The Fiume writings of the D'Annunzio legionary Comisso
The Bloody Christmas days in December 1920 put a bloody end to the Fiume enterprise of Gabriele d'Annunzio and his Legionaries: among the witnesses of this page of history of the Adriatic frontier was the writer Giovanni Comisso (Treviso 1895-1969), first as a soldier and then as a volunteer in the experience of the Italian Regency of Carnaro.
Ungrateful Italy. Written by Fiume edited by Alessandro Gnocchi, for the first time collects Comisso's writings born in the context of the Fiume experience and presents a large collection of rare texts, never published in volume and unpublished, including a work divided into two sections, Poems and Short Poems, of which all traces had been lost for almost a century.

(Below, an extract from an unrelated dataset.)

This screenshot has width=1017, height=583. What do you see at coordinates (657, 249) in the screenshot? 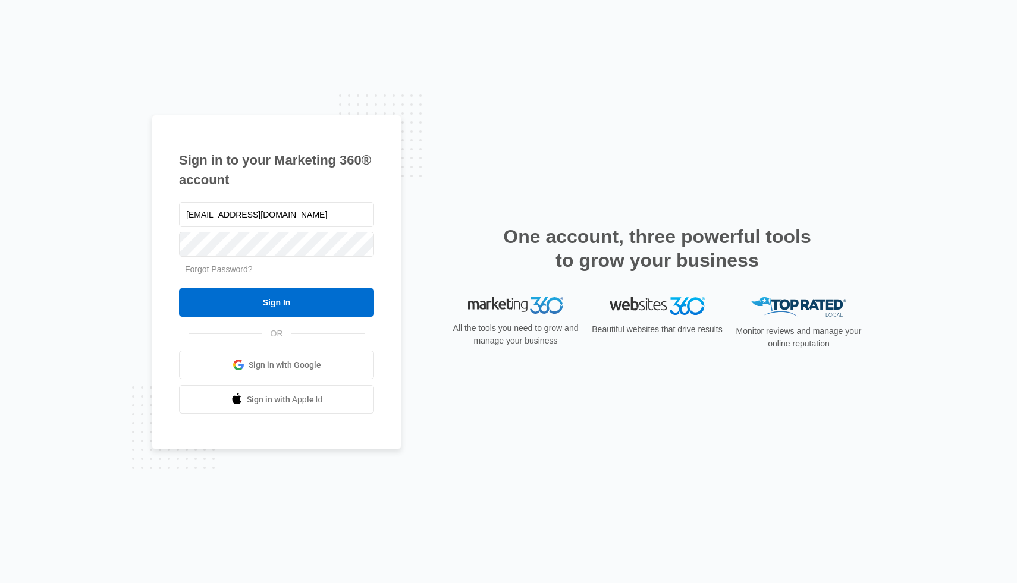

These are writings that have historical value, because they help to understand the spirit of D'Annunzio's enterprise. Patriotic but not nationalist, Italian but aware and respectful of ancient autonomies, libertarian and far-sighted on the subject of rights.
This production can be considered “metaphysical” in the name of Giorgio de Chirico (a decisive but underestimated influence) and is also of crucial importance from a philological point of view. In fact, it allows us to enter Comisso's “workshop” and understand the reasons for the writer's style and objectives.
The lyrical fragment dominates, continually reworked and ready to pass into different works. The narrator Comisso, with his sudden illuminations, is born here.